[187653] in North American Network Operators' Group
Re: PCH Peering Paper
daemon@ATHENA.MIT.EDU (Patrick W. Gilmore)
Wed Feb 17 17:47:32 2016
X-Original-To: nanog@nanog.org
From: "Patrick W. Gilmore" <patrick@ianai.net>
In-Reply-To: <83521751-AA40-49CF-91C6-FF92A41C7342@delong.com>
Date: Wed, 17 Feb 2016 17:47:28 -0500
To: NANOG list <nanog@nanog.org>
Errors-To: nanog-bounces@nanog.org
> On Feb 17, 2016, at 5:04 PM, Owen DeLong <owen@delong.com> wrote:
>=20
>=20
>> The premise above therefore devolves to: Since most of the traffic is =
to those networks, then most of the bits flow over contracted peerings.
>>=20
>> Perhaps =E2=80=9Cmost=E2=80=9D can be argued, but obviously a =
significant portion of all peering bits flow over contracted sessions. =
Hopefully we can all agree on that.
>=20
> There=E2=80=99s greater complexity here, however=E2=80=A6
>=20
> Many of the bits that flow flow over several networks between their =
source and destination.
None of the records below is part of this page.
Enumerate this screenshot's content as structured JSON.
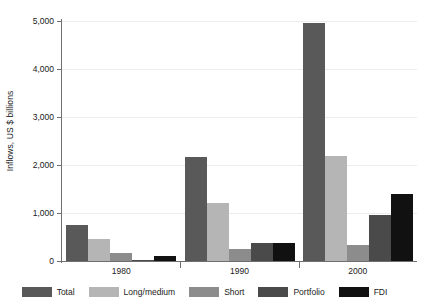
{
  "chart_data": {
    "type": "bar",
    "title": "",
    "xlabel": "",
    "ylabel": "Inflows, US $ billions",
    "categories": [
      "1980",
      "1990",
      "2000"
    ],
    "ylim": [
      0,
      5000
    ],
    "yticks": [
      0,
      1000,
      2000,
      3000,
      4000,
      5000
    ],
    "ytick_labels": [
      "0",
      "1,000",
      "2,000",
      "3,000",
      "4,000",
      "5,000"
    ],
    "grid": true,
    "legend_position": "bottom",
    "series": [
      {
        "name": "Total",
        "color": "#595959",
        "values": [
          750,
          2165,
          4960
        ]
      },
      {
        "name": "Long/medium",
        "color": "#b5b5b5",
        "values": [
          460,
          1200,
          2190
        ]
      },
      {
        "name": "Short",
        "color": "#8c8c8c",
        "values": [
          170,
          250,
          340
        ]
      },
      {
        "name": "Portfolio",
        "color": "#4a4a4a",
        "values": [
          15,
          370,
          960
        ]
      },
      {
        "name": "FDI",
        "color": "#111111",
        "values": [
          100,
          375,
          1400
        ]
      }
    ]
  },
  "legend": {
    "items": [
      {
        "label": "Total",
        "color": "#595959"
      },
      {
        "label": "Long/medium",
        "color": "#b5b5b5"
      },
      {
        "label": "Short",
        "color": "#8c8c8c"
      },
      {
        "label": "Portfolio",
        "color": "#4a4a4a"
      },
      {
        "label": "FDI",
        "color": "#111111"
      }
    ]
  }
}
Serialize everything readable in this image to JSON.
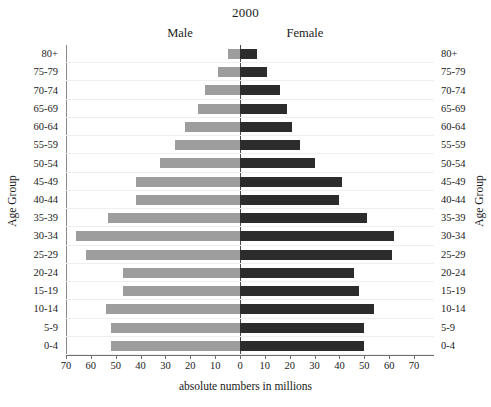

Likely the vast majority of bits traverse at =
least 3 autonomous systems in the process.
>=20
> So when you want to count traffic that went over a non-contract =
peering session vs. traffic that went over a contract peering session, =
how do you count traffic that traverses some of each?
Lower in my post:
On Feb 16, 2016, at 10:31 AM, Patrick W. Gilmore <patrick@ianai.net> =
wrote:
> I guess you could say the bits sent over transit will eventually hit a =
contracted peering session, since the people in the core contract their =
sessions. But does that matter to the small guys?